Five Things I Learned from Watching the Olympics with My Kids


1. TV is not necessarily evil. We don’t watch much television in our house, in part because we don’t have a TV set in our living room, but also because our kids would rather squander their daily hour of screen-time pretending to be penguins accumulating garish interior design elements for their posh igloos. But for the past two weeks, we’ve gathered each night in front of a widescreen TV in a house we’re renting while my husband works in California. And, unlike sitting around our family dinner table, where fights frequently break out and people are known to cry, I’ve found that sitting in front of the TV at night is kind of fun and relaxing. It reminds me of the entire 1970s and has me rethinking my whole approach to parenting in the evenings.

2. Bob Costas looks old and tired because he is old and tired and that’s OK. When my husband made a joke about Bob Costas’s bizarre-looking eyes on the first night of the broadcast, I shot him an inexplicably mean look over the heads of our three kids, and we got into one of those weird marital tiffs that defies explanation and surely had nothing to do with the possibility that Bob Costas was the victim of some poorly executed eye-work. Our kids registered our icy exchange and in the days after, every time Bob Costas would appear onscreen, our six-year-old daughter would cast me a worried look and say, “There’s that guy,” which I took to mean “Are you and Papa getting divorced?” That made me laugh out loud and hug my husband hard, meaning, in some weird way, Bob Costas’s unverified-though-certainly-possible plastic surgery somehow brought our family closer together.

3. Title IX worked, but we have a long way to go in our own home. The U.S. women rocked the Olympics, garnering two-thirds of our country’s medals. But in our house, gender equality took a nosedive when our daughter, upon seeing Jordyn Wieber’s massive arms, said, “Ew! She has muscles like a boy.” I shuddered, then tried to explain that Wieber needed those muscles so she could fly and tumble and twist through the air—that maybe those “boy muscles” would earn her a big, honking gold medal and a prime spot on a cereal box. She just looked at me like I was missing the point. But over time she grew so enamored of the U.S. gymnasts—even asking at one point if we could visit them in their homes—that one night I found her eyeing her own slim biceps in the mirror. When she saw me, she asked, “How do I get big muscles so I can be in the Olympics too?” Phew. Game on.

4. Those of us who are raising our children without religion have next to no hope of sending our kids to the Olympics, or really getting them to accomplish much of anything. The number of athletes attributing their success to God seemed so high and the the God-fearing athletes themselves so impressive that I started to wonder if I should introduce a little prayer into our family life. At this point, it probably won’t help us get to the Olympics, but it might smooth things out at the dinner table.

5. George Michael’s performance in the closing ceremonies was not that bad. No, it wasn’t the same as hearing him sing “Freedom” in 1990, when we’d don our cute Levis’ 501s and croon every word from our high-profile perches on the windowsills at dorm room keg parties. For one thing, George Michael’s poof of brushed-back hair has been sheared off, but, also, we don’t attend dorm room keg parties anymore (I hope). So instead of complaining about what was, I took his performance as an opportunity to savor the now. The kids and I were in our pajamas, and I told them they could stay up an extra five minutes if they’d get up and dance to “Freedom” with me. And that’s how we ended our day, dancing wildly in our rented living room, the widescreen TV ablaze like a warm fire before us, an aging musical hero belting out a once-great song. It was, like the Olympics, warm and exhilarating and filled with hope. Though we were sad it was ending, I was thankful. For George Michael and Title IX and Bob Costas and those amazing “boy muscles” and whatever supreme being may have helped those runners blaze across their finish lines as we all watched in quiet awe from the warm embrace of our ordinary lives.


What you have to do: Every record gets copied exactly, and no picture goes with it.

──────── Supplied material ────────

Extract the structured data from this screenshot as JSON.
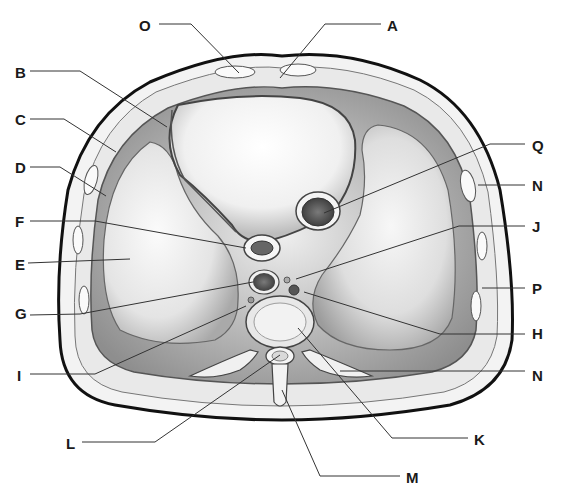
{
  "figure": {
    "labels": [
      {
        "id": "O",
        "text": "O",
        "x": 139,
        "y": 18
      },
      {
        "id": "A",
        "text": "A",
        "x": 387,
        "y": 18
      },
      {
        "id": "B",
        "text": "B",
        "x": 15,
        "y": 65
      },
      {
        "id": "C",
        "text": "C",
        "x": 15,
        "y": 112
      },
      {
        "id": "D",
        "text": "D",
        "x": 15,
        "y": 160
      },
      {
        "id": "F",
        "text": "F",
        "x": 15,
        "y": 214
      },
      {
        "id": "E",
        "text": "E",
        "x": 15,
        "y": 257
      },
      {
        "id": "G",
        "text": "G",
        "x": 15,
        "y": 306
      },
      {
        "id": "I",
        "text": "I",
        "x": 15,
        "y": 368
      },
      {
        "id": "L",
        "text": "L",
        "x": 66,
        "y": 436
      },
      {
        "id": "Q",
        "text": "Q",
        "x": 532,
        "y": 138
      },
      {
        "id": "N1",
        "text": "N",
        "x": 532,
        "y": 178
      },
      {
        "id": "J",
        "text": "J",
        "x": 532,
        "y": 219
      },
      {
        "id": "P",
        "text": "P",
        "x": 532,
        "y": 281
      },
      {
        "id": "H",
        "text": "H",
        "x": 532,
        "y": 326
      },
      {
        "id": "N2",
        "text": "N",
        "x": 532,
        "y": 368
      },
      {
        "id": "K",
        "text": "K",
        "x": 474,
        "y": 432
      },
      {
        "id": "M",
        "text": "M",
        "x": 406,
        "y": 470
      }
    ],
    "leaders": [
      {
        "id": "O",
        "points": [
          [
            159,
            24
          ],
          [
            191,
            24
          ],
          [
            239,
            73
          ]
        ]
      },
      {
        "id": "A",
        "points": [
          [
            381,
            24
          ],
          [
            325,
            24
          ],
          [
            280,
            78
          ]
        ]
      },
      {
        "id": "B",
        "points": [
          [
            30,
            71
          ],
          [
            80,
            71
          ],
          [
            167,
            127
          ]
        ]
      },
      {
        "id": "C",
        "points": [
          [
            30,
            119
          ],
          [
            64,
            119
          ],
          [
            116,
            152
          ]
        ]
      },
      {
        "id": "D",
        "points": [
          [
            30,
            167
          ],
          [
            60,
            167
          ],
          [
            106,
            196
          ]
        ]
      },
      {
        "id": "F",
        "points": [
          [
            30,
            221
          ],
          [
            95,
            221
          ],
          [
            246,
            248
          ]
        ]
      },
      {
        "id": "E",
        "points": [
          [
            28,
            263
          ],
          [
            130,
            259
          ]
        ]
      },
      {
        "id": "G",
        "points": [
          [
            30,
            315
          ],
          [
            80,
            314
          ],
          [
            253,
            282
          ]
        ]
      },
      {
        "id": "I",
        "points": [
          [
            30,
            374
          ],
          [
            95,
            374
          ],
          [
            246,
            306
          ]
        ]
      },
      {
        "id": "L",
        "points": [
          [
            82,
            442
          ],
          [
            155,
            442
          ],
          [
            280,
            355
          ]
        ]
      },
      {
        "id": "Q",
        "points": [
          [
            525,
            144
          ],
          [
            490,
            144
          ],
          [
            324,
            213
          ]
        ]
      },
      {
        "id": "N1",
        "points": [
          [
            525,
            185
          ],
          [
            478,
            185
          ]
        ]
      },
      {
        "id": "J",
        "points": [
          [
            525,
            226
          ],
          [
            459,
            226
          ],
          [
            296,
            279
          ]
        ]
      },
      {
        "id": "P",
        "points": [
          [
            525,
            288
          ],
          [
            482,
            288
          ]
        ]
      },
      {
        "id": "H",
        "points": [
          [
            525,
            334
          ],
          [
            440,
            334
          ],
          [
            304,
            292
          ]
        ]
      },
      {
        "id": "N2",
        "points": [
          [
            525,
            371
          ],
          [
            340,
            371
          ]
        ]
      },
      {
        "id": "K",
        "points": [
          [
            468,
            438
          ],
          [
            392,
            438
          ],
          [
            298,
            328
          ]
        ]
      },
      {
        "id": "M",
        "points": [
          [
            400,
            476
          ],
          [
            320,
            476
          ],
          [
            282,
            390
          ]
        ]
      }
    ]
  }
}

────────

Result of this exercise:
Extract the structured data from this screenshot as JSON.
{
  "figure": {
    "labels": [
      {
        "id": "O",
        "text": "O",
        "x": 139,
        "y": 18
      },
      {
        "id": "A",
        "text": "A",
        "x": 387,
        "y": 18
      },
      {
        "id": "B",
        "text": "B",
        "x": 15,
        "y": 65
      },
      {
        "id": "C",
        "text": "C",
        "x": 15,
        "y": 112
      },
      {
        "id": "D",
        "text": "D",
        "x": 15,
        "y": 160
      },
      {
        "id": "F",
        "text": "F",
        "x": 15,
        "y": 214
      },
      {
        "id": "E",
        "text": "E",
        "x": 15,
        "y": 257
      },
      {
        "id": "G",
        "text": "G",
        "x": 15,
        "y": 306
      },
      {
        "id": "I",
        "text": "I",
        "x": 15,
        "y": 368
      },
      {
        "id": "L",
        "text": "L",
        "x": 66,
        "y": 436
      },
      {
        "id": "Q",
        "text": "Q",
        "x": 532,
        "y": 138
      },
      {
        "id": "N1",
        "text": "N",
        "x": 532,
        "y": 178
      },
      {
        "id": "J",
        "text": "J",
        "x": 532,
        "y": 219
      },
      {
        "id": "P",
        "text": "P",
        "x": 532,
        "y": 281
      },
      {
        "id": "H",
        "text": "H",
        "x": 532,
        "y": 326
      },
      {
        "id": "N2",
        "text": "N",
        "x": 532,
        "y": 368
      },
      {
        "id": "K",
        "text": "K",
        "x": 474,
        "y": 432
      },
      {
        "id": "M",
        "text": "M",
        "x": 406,
        "y": 470
      }
    ],
    "leaders": [
      {
        "id": "O",
        "points": [
          [
            159,
            24
          ],
          [
            191,
            24
          ],
          [
            239,
            73
          ]
        ]
      },
      {
        "id": "A",
        "points": [
          [
            381,
            24
          ],
          [
            325,
            24
          ],
          [
            280,
            78
          ]
        ]
      },
      {
        "id": "B",
        "points": [
          [
            30,
            71
          ],
          [
            80,
            71
          ],
          [
            167,
            127
          ]
        ]
      },
      {
        "id": "C",
        "points": [
          [
            30,
            119
          ],
          [
            64,
            119
          ],
          [
            116,
            152
          ]
        ]
      },
      {
        "id": "D",
        "points": [
          [
            30,
            167
          ],
          [
            60,
            167
          ],
          [
            106,
            196
          ]
        ]
      },
      {
        "id": "F",
        "points": [
          [
            30,
            221
          ],
          [
            95,
            221
          ],
          [
            246,
            248
          ]
        ]
      },
      {
        "id": "E",
        "points": [
          [
            28,
            263
          ],
          [
            130,
            259
          ]
        ]
      },
      {
        "id": "G",
        "points": [
          [
            30,
            315
          ],
          [
            80,
            314
          ],
          [
            253,
            282
          ]
        ]
      },
      {
        "id": "I",
        "points": [
          [
            30,
            374
          ],
          [
            95,
            374
          ],
          [
            246,
            306
          ]
        ]
      },
      {
        "id": "L",
        "points": [
          [
            82,
            442
          ],
          [
            155,
            442
          ],
          [
            280,
            355
          ]
        ]
      },
      {
        "id": "Q",
        "points": [
          [
            525,
            144
          ],
          [
            490,
            144
          ],
          [
            324,
            213
          ]
        ]
      },
      {
        "id": "N1",
        "points": [
          [
            525,
            185
          ],
          [
            478,
            185
          ]
        ]
      },
      {
        "id": "J",
        "points": [
          [
            525,
            226
          ],
          [
            459,
            226
          ],
          [
            296,
            279
          ]
        ]
      },
      {
        "id": "P",
        "points": [
          [
            525,
            288
          ],
          [
            482,
            288
          ]
        ]
      },
      {
        "id": "H",
        "points": [
          [
            525,
            334
          ],
          [
            440,
            334
          ],
          [
            304,
            292
          ]
        ]
      },
      {
        "id": "N2",
        "points": [
          [
            525,
            371
          ],
          [
            340,
            371
          ]
        ]
      },
      {
        "id": "K",
        "points": [
          [
            468,
            438
          ],
          [
            392,
            438
          ],
          [
            298,
            328
          ]
        ]
      },
      {
        "id": "M",
        "points": [
          [
            400,
            476
          ],
          [
            320,
            476
          ],
          [
            282,
            390
          ]
        ]
      }
    ]
  }
}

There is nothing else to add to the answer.